Yes and for the past few decades the features of cars has exploded giving the driver a lot of options for configuration. Go through the car settings menu on any new car that isn’t just the cheapest scraped version, there’s dozens upon dozens of options that you can configure. Without a screen (not necessarily touch) to manage this, it would be button-hell where you couldn’t find anything.
My infotainment system doesn’t control any features of my car besides the speakers. Everything is either buttons, or is configured via dashboard, but even then that’s like 5 options that could definitely be buttons.
I guess you might believe that it’s required if your only experience with automobiles is a Tesla.
Yes and for the past few decades the features of cars has exploded giving the driver a lot of options for configuration. Go through the car settings menu on any new car that isn’t just the cheapest scraped version, there’s dozens upon dozens of options that you can configure. Without a screen (not necessarily touch) to manage this, it would be button-hell where you couldn’t find anything.
My infotainment system doesn’t control any features of my car besides the speakers. Everything is either buttons, or is configured via dashboard, but even then that’s like 5 options that could definitely be buttons.
I guess you might believe that it’s required if your only experience with automobiles is a Tesla.
My experience is from VW/Skoda, Hyundai and volvo…the volvo was by far the worst and an absolute button-hell, it has insanely bad interior design.
I 100% prefer managing settings on a screen where I can get a proper detailed layout and logic representation of functional structure.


### PROBLEM REQUIREMENTS
For this exercise, write out the whole listing below exactly, omitting its images.

### DATA FOR ANALYSIS
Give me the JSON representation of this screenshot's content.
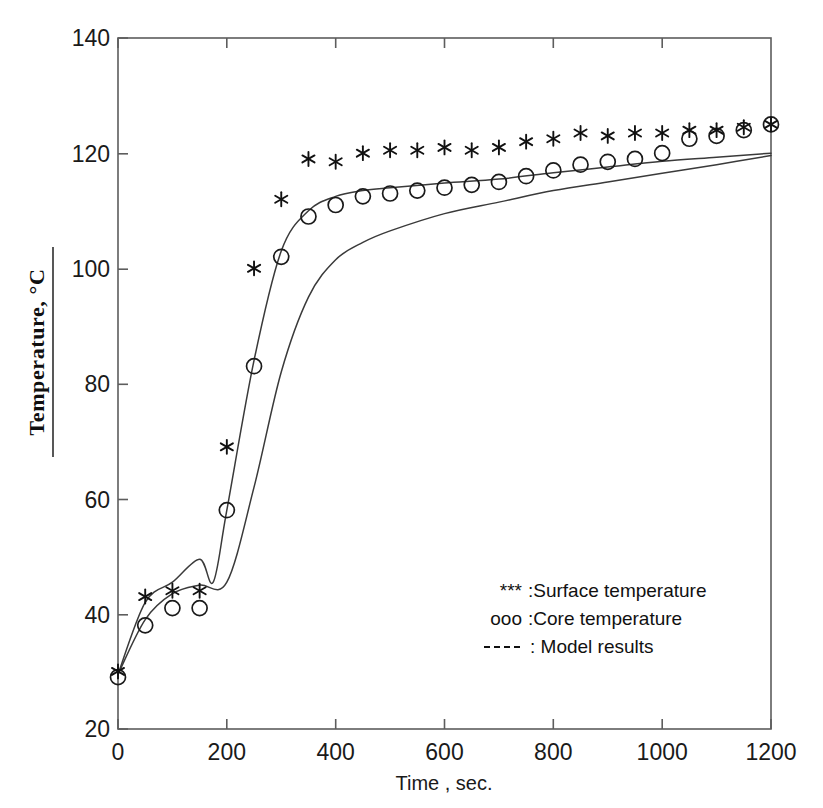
{
  "figure": {
    "background_color": "#ffffff",
    "ink_color": "#1a1a1a",
    "ylabel": "Temperature, °C",
    "xlabel": "Time , sec."
  },
  "legend": {
    "position": "inside-lower-right",
    "entries": [
      {
        "symbol": "***",
        "label": ":Surface temperature",
        "marker": "star"
      },
      {
        "symbol": "ooo",
        "label": ":Core temperature",
        "marker": "circle"
      },
      {
        "symbol": "----",
        "label": ": Model results",
        "marker": "dashed-line"
      }
    ]
  },
  "axes": {
    "x_ticks": [
      "0",
      "200",
      "400",
      "600",
      "800",
      "1000",
      "1200"
    ],
    "y_ticks": [
      "20",
      "40",
      "60",
      "80",
      "100",
      "120",
      "140"
    ]
  },
  "chart_data": {
    "type": "scatter",
    "title": "",
    "xlabel": "Time , sec.",
    "ylabel": "Temperature, °C",
    "xlim": [
      0,
      1200
    ],
    "ylim": [
      20,
      140
    ],
    "xticks": [
      0,
      200,
      400,
      600,
      800,
      1000,
      1200
    ],
    "yticks": [
      20,
      40,
      60,
      80,
      100,
      120,
      140
    ],
    "grid": false,
    "legend_position": "inside lower right",
    "series": [
      {
        "name": "Surface temperature",
        "marker": "star",
        "style": "markers",
        "x": [
          0,
          50,
          100,
          150,
          200,
          250,
          300,
          350,
          400,
          450,
          500,
          550,
          600,
          650,
          700,
          750,
          800,
          850,
          900,
          950,
          1000,
          1050,
          1100,
          1150,
          1200
        ],
        "y": [
          30,
          43,
          44,
          44,
          69,
          100,
          112,
          119,
          118.5,
          120,
          120.5,
          120.5,
          121,
          120.5,
          121,
          122,
          122.5,
          123.5,
          123,
          123.5,
          123.5,
          124,
          124,
          124.5,
          125
        ]
      },
      {
        "name": "Core temperature",
        "marker": "circle",
        "style": "markers",
        "x": [
          0,
          50,
          100,
          150,
          200,
          250,
          300,
          350,
          400,
          450,
          500,
          550,
          600,
          650,
          700,
          750,
          800,
          850,
          900,
          950,
          1000,
          1050,
          1100,
          1150,
          1200
        ],
        "y": [
          29,
          38,
          41,
          41,
          58,
          83,
          102,
          109,
          111,
          112.5,
          113,
          113.5,
          114,
          114.5,
          115,
          116,
          117,
          118,
          118.5,
          119,
          120,
          122.5,
          123,
          124,
          125
        ]
      },
      {
        "name": "Model results (surface / core-fitting curve)",
        "marker": "none",
        "style": "line",
        "x": [
          0,
          50,
          100,
          150,
          175,
          200,
          250,
          300,
          350,
          400,
          450,
          500,
          600,
          700,
          800,
          900,
          1000,
          1100,
          1200
        ],
        "y": [
          29.5,
          42,
          45.5,
          49.5,
          45.5,
          58,
          84,
          103,
          110,
          112.5,
          113.5,
          114,
          114.8,
          115.5,
          116.6,
          117.6,
          118.6,
          119.3,
          120
        ]
      },
      {
        "name": "Model results (lower / internal curve)",
        "marker": "none",
        "style": "line",
        "x": [
          0,
          50,
          100,
          150,
          200,
          250,
          300,
          350,
          400,
          450,
          500,
          600,
          700,
          800,
          900,
          1000,
          1100,
          1200
        ],
        "y": [
          29.5,
          39,
          43.5,
          45,
          45.5,
          62,
          82,
          95,
          101.5,
          104.5,
          106.5,
          109.5,
          111.5,
          113.5,
          115,
          116.5,
          118,
          119.6
        ]
      }
    ]
  }
}
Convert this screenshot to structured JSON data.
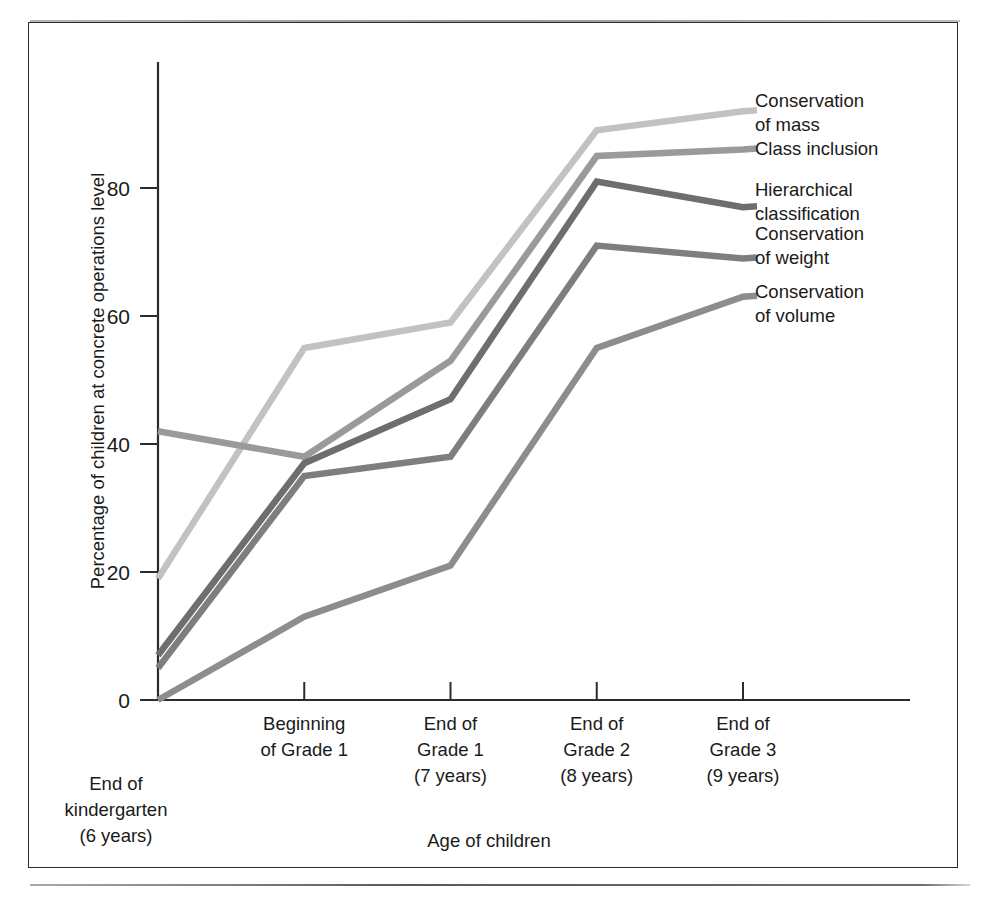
{
  "figure": {
    "top_clipped_text": "",
    "frame_color": "#2b2b2b",
    "background": "#ffffff"
  },
  "axes": {
    "y_title": "Percentage of children at concrete operations level",
    "x_title": "Age of children",
    "y_ticks": [
      "0",
      "20",
      "40",
      "60",
      "80"
    ],
    "y_min": 0,
    "y_max": 95
  },
  "x_categories": [
    {
      "line1": "End of",
      "line2": "kindergarten",
      "line3": "(6 years)",
      "position": "below"
    },
    {
      "line1": "Beginning",
      "line2": "of Grade 1",
      "line3": "",
      "position": "above"
    },
    {
      "line1": "End of",
      "line2": "Grade 1",
      "line3": "(7 years)",
      "position": "above"
    },
    {
      "line1": "End of",
      "line2": "Grade 2",
      "line3": "(8 years)",
      "position": "above"
    },
    {
      "line1": "End of",
      "line2": "Grade 3",
      "line3": "(9 years)",
      "position": "above"
    }
  ],
  "legend": [
    {
      "line1": "Conservation",
      "line2": "of mass",
      "color": "#c2c2c2"
    },
    {
      "line1": "Class inclusion",
      "line2": "",
      "color": "#9a9a9a"
    },
    {
      "line1": "Hierarchical",
      "line2": "classification",
      "color": "#6e6e6e"
    },
    {
      "line1": "Conservation",
      "line2": "of weight",
      "color": "#7e7e7e"
    },
    {
      "line1": "Conservation",
      "line2": "of volume",
      "color": "#8d8d8d"
    }
  ],
  "chart_data": {
    "type": "line",
    "title": "",
    "xlabel": "Age of children",
    "ylabel": "Percentage of children at concrete operations level",
    "ylim": [
      0,
      95
    ],
    "yticks": [
      0,
      20,
      40,
      60,
      80
    ],
    "grid": false,
    "legend_position": "right-inline",
    "categories": [
      "End of kindergarten (6 years)",
      "Beginning of Grade 1",
      "End of Grade 1 (7 years)",
      "End of Grade 2 (8 years)",
      "End of Grade 3 (9 years)"
    ],
    "series": [
      {
        "name": "Conservation of mass",
        "color": "#c2c2c2",
        "values": [
          19,
          55,
          59,
          89,
          92
        ]
      },
      {
        "name": "Class inclusion",
        "color": "#9a9a9a",
        "values": [
          42,
          38,
          53,
          85,
          86
        ]
      },
      {
        "name": "Hierarchical classification",
        "color": "#6e6e6e",
        "values": [
          7,
          37,
          47,
          81,
          77
        ]
      },
      {
        "name": "Conservation of weight",
        "color": "#7e7e7e",
        "values": [
          5,
          35,
          38,
          71,
          69
        ]
      },
      {
        "name": "Conservation of volume",
        "color": "#8d8d8d",
        "values": [
          0,
          13,
          21,
          55,
          63
        ]
      }
    ]
  }
}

### SOLUTION TO THIS EXERCISE
Give me the JSON representation of this screenshot's content.
{
  "figure": {
    "background_color": "#ffffff",
    "ink_color": "#1a1a1a",
    "ylabel": "Temperature, °C",
    "xlabel": "Time , sec."
  },
  "legend": {
    "position": "inside-lower-right",
    "entries": [
      {
        "symbol": "***",
        "label": ":Surface temperature",
        "marker": "star"
      },
      {
        "symbol": "ooo",
        "label": ":Core temperature",
        "marker": "circle"
      },
      {
        "symbol": "----",
        "label": ": Model results",
        "marker": "dashed-line"
      }
    ]
  },
  "axes": {
    "x_ticks": [
      "0",
      "200",
      "400",
      "600",
      "800",
      "1000",
      "1200"
    ],
    "y_ticks": [
      "20",
      "40",
      "60",
      "80",
      "100",
      "120",
      "140"
    ]
  },
  "chart_data": {
    "type": "scatter",
    "title": "",
    "xlabel": "Time , sec.",
    "ylabel": "Temperature, °C",
    "xlim": [
      0,
      1200
    ],
    "ylim": [
      20,
      140
    ],
    "xticks": [
      0,
      200,
      400,
      600,
      800,
      1000,
      1200
    ],
    "yticks": [
      20,
      40,
      60,
      80,
      100,
      120,
      140
    ],
    "grid": false,
    "legend_position": "inside lower right",
    "series": [
      {
        "name": "Surface temperature",
        "marker": "star",
        "style": "markers",
        "x": [
          0,
          50,
          100,
          150,
          200,
          250,
          300,
          350,
          400,
          450,
          500,
          550,
          600,
          650,
          700,
          750,
          800,
          850,
          900,
          950,
          1000,
          1050,
          1100,
          1150,
          1200
        ],
        "y": [
          30,
          43,
          44,
          44,
          69,
          100,
          112,
          119,
          118.5,
          120,
          120.5,
          120.5,
          121,
          120.5,
          121,
          122,
          122.5,
          123.5,
          123,
          123.5,
          123.5,
          124,
          124,
          124.5,
          125
        ]
      },
      {
        "name": "Core temperature",
        "marker": "circle",
        "style": "markers",
        "x": [
          0,
          50,
          100,
          150,
          200,
          250,
          300,
          350,
          400,
          450,
          500,
          550,
          600,
          650,
          700,
          750,
          800,
          850,
          900,
          950,
          1000,
          1050,
          1100,
          1150,
          1200
        ],
        "y": [
          29,
          38,
          41,
          41,
          58,
          83,
          102,
          109,
          111,
          112.5,
          113,
          113.5,
          114,
          114.5,
          115,
          116,
          117,
          118,
          118.5,
          119,
          120,
          122.5,
          123,
          124,
          125
        ]
      },
      {
        "name": "Model results (surface / core-fitting curve)",
        "marker": "none",
        "style": "line",
        "x": [
          0,
          50,
          100,
          150,
          175,
          200,
          250,
          300,
          350,
          400,
          450,
          500,
          600,
          700,
          800,
          900,
          1000,
          1100,
          1200
        ],
        "y": [
          29.5,
          42,
          45.5,
          49.5,
          45.5,
          58,
          84,
          103,
          110,
          112.5,
          113.5,
          114,
          114.8,
          115.5,
          116.6,
          117.6,
          118.6,
          119.3,
          120
        ]
      },
      {
        "name": "Model results (lower / internal curve)",
        "marker": "none",
        "style": "line",
        "x": [
          0,
          50,
          100,
          150,
          200,
          250,
          300,
          350,
          400,
          450,
          500,
          600,
          700,
          800,
          900,
          1000,
          1100,
          1200
        ],
        "y": [
          29.5,
          39,
          43.5,
          45,
          45.5,
          62,
          82,
          95,
          101.5,
          104.5,
          106.5,
          109.5,
          111.5,
          113.5,
          115,
          116.5,
          118,
          119.6
        ]
      }
    ]
  }
}
Convert this screenshot to structured JSON data.
{
  "figure": {
    "top_clipped_text": "",
    "frame_color": "#2b2b2b",
    "background": "#ffffff"
  },
  "axes": {
    "y_title": "Percentage of children at concrete operations level",
    "x_title": "Age of children",
    "y_ticks": [
      "0",
      "20",
      "40",
      "60",
      "80"
    ],
    "y_min": 0,
    "y_max": 95
  },
  "x_categories": [
    {
      "line1": "End of",
      "line2": "kindergarten",
      "line3": "(6 years)",
      "position": "below"
    },
    {
      "line1": "Beginning",
      "line2": "of Grade 1",
      "line3": "",
      "position": "above"
    },
    {
      "line1": "End of",
      "line2": "Grade 1",
      "line3": "(7 years)",
      "position": "above"
    },
    {
      "line1": "End of",
      "line2": "Grade 2",
      "line3": "(8 years)",
      "position": "above"
    },
    {
      "line1": "End of",
      "line2": "Grade 3",
      "line3": "(9 years)",
      "position": "above"
    }
  ],
  "legend": [
    {
      "line1": "Conservation",
      "line2": "of mass",
      "color": "#c2c2c2"
    },
    {
      "line1": "Class inclusion",
      "line2": "",
      "color": "#9a9a9a"
    },
    {
      "line1": "Hierarchical",
      "line2": "classification",
      "color": "#6e6e6e"
    },
    {
      "line1": "Conservation",
      "line2": "of weight",
      "color": "#7e7e7e"
    },
    {
      "line1": "Conservation",
      "line2": "of volume",
      "color": "#8d8d8d"
    }
  ],
  "chart_data": {
    "type": "line",
    "title": "",
    "xlabel": "Age of children",
    "ylabel": "Percentage of children at concrete operations level",
    "ylim": [
      0,
      95
    ],
    "yticks": [
      0,
      20,
      40,
      60,
      80
    ],
    "grid": false,
    "legend_position": "right-inline",
    "categories": [
      "End of kindergarten (6 years)",
      "Beginning of Grade 1",
      "End of Grade 1 (7 years)",
      "End of Grade 2 (8 years)",
      "End of Grade 3 (9 years)"
    ],
    "series": [
      {
        "name": "Conservation of mass",
        "color": "#c2c2c2",
        "values": [
          19,
          55,
          59,
          89,
          92
        ]
      },
      {
        "name": "Class inclusion",
        "color": "#9a9a9a",
        "values": [
          42,
          38,
          53,
          85,
          86
        ]
      },
      {
        "name": "Hierarchical classification",
        "color": "#6e6e6e",
        "values": [
          7,
          37,
          47,
          81,
          77
        ]
      },
      {
        "name": "Conservation of weight",
        "color": "#7e7e7e",
        "values": [
          5,
          35,
          38,
          71,
          69
        ]
      },
      {
        "name": "Conservation of volume",
        "color": "#8d8d8d",
        "values": [
          0,
          13,
          21,
          55,
          63
        ]
      }
    ]
  }
}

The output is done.